2010/11/07

here I stand ?

Well, James suggested that after a while of saying I didn't feel like an Evangelical any more, it was time to try to nail what the issue (or issues) is (or are).  I tend to be rather conciliatory when speaking face-to-face, and rather naturally slot into Evangelical language which is so deeply ingrained on my psyche.  So maybe a blog post will help.

The first problem of definition arises because a lot of the changes I've seen in how I believe are not so much rejections of old things as embracing of the new.  And where I do think I've stopped holding to the former things, it's often not so much an out-and-out repudiation, as a shift of emphasis.  Although I've realised in a few stark ways that people I once regarded as fellow-travellers I now regard with great suspicion, far more often I just want to replace a hand which holds tightly to some doctrine to one which has a looser grip.  Often I want to say "isn't there another way to look at this", or I'm just happy to replace certainty with doubt.

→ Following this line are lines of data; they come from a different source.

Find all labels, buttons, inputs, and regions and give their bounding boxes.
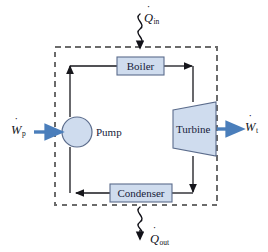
overdot-wp: ˙ [14, 116, 18, 128]
heat-in-squiggle [138, 14, 142, 48]
pump-circle[interactable] [62, 117, 92, 147]
flow-condenser-to-pump [70, 147, 110, 193]
heat-out-subscript: out [160, 238, 170, 247]
pump-label: Pump [96, 127, 122, 138]
overdot-qout: ˙ [153, 225, 157, 237]
flow-boiler-to-turbine [164, 66, 193, 102]
turbine-label: Turbine [176, 124, 210, 135]
heat-out-label: ˙Qout [150, 233, 169, 246]
pump-work-subscript: p [22, 129, 26, 138]
turbine-work-label: ˙Wt [245, 121, 258, 134]
diagram-canvas [0, 0, 268, 252]
flow-pump-to-boiler [70, 66, 117, 117]
heat-out-squiggle [138, 207, 142, 239]
overdot-qin: ˙ [147, 4, 151, 16]
condenser-label: Condenser [111, 188, 171, 199]
flow-turbine-to-condenser [172, 156, 193, 193]
boiler-label: Boiler [119, 61, 162, 72]
turbine-work-subscript: t [256, 126, 258, 135]
rankine-cycle-diagram: Boiler Condenser Pump Turbine ˙Qin ˙Qout… [0, 0, 268, 252]
heat-in-label: ˙Qin [144, 12, 159, 25]
heat-in-subscript: in [154, 17, 160, 26]
pump-work-label: ˙Wp [11, 124, 25, 137]
overdot-wt: ˙ [248, 113, 252, 125]
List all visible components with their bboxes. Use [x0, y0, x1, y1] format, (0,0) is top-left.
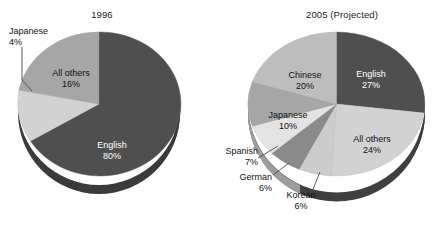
- pie-1996-japanese-pct: 4%: [9, 37, 48, 48]
- pie-2005: English 27% All others 24% Chinese 20% J…: [248, 32, 425, 202]
- pie-2005-japanese-pct: 10%: [279, 121, 297, 131]
- pie-2005-chinese-name: Chinese: [288, 70, 321, 80]
- pie-1996-japanese-callout: Japanese 4%: [9, 26, 48, 48]
- pie-2005-japanese-name: Japanese: [268, 110, 307, 120]
- pie-2005-korean-name: Korean: [286, 190, 315, 200]
- pie-1996-allothers-pct: 16%: [62, 79, 80, 89]
- pie-2005-spanish-name: Spanish: [225, 146, 258, 156]
- pie-2005-german-pct: 6%: [216, 183, 272, 194]
- pie-1996-japanese-name: Japanese: [9, 26, 48, 36]
- pie-1996-english-name: English: [97, 140, 127, 150]
- pie-1996-allothers-name: All others: [52, 68, 90, 78]
- pie-2005-german-callout: German 6%: [216, 172, 272, 194]
- pie-1996-english-pct: 80%: [103, 151, 121, 161]
- pie-2005-english-name: English: [356, 69, 386, 79]
- pie-chart-figure: 1996 2005 (Projected) English 80% All ot…: [0, 0, 437, 230]
- pie-2005-english-pct: 27%: [362, 80, 380, 90]
- pie-2005-spanish-callout: Spanish 7%: [202, 146, 258, 168]
- pie-2005-allothers-pct: 24%: [363, 145, 381, 155]
- pie-2005-chinese-pct: 20%: [296, 81, 314, 91]
- pie-2005-spanish-pct: 7%: [202, 157, 258, 168]
- pie-2005-german-name: German: [239, 172, 272, 182]
- pie-charts-svg: English 80% All others 16%: [0, 0, 437, 230]
- pie-2005-korean-callout: Korean 6%: [274, 190, 328, 212]
- pie-1996: English 80% All others 16%: [18, 32, 181, 194]
- pie-2005-allothers-name: All others: [353, 134, 391, 144]
- pie-2005-korean-pct: 6%: [274, 201, 328, 212]
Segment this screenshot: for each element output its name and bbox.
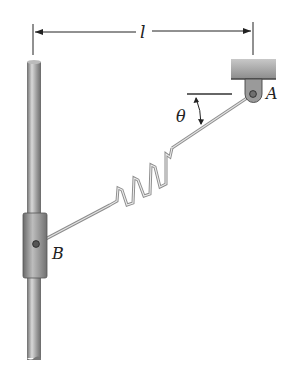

Doing such things doesn't immediately lead you to give up entirely on former understandings.  It's more about a way of believing than a set of beliefs.  And yet, for all that Evangelicals (and a wider Protestant church) have tended to define themselves by propositional statements and nice black-and-white answers, it is the way of believing which is just as important.  So I can tick all the boxes, and still not believe like an Evangelical, because I no longer have the same approach to what believing is all about.  Periodically I go and re-read the doctrinal basis of the Evangelical Alliance, to see if it's time to resign my membership.  I'm finding some of the clauses a bit shaky, but I don't actually disbelieve any yet - or didn't, last time I seriously considered it.  I just wouldn't sum up the faith that way.

I've never been entirely enamoured with such doctrinal statements: I remember my great amusement as an undergraduate at the DB being read aloud prior to the installation of a new OICCU president: the words seemed to be treated with more reverence than scripture.  And I was very enamoured of Rob Bell's illustration that doing theology ought not to be like defending a wall (made from bricks of systematic theology) but rather like jumping on a trampoline, and inviting others to jump too (the springs being capable of being taken out - in small number - and flexed, stretched, and investigated, without making the whole thing collapse).

I'm not likely to get thrown out of the church for stretching a few springs, but you might have guessed that I think there's more going on than that.  So, over the next few posts - which could take some time - I want to explore some totemic issues where my thinking has developed.  I think the list might be something like this (but this isn't necessarily a table of contents for the next few blog posts):

  • the bible
  • the gospel and salvation 
  • prayer (perhaps a reprise of this post)
  • belief (perhaps a reprise of several recent posts)
  • existence
  • spiritual formation
  • the gathered life of the church
  • sexuality
I feel as if this could be an awfully big adventure.  Perhaps there's a lot riding - for me, and my role in Northway Church - on what I say next.  But perhaps the time has come to start saying it and see what happens.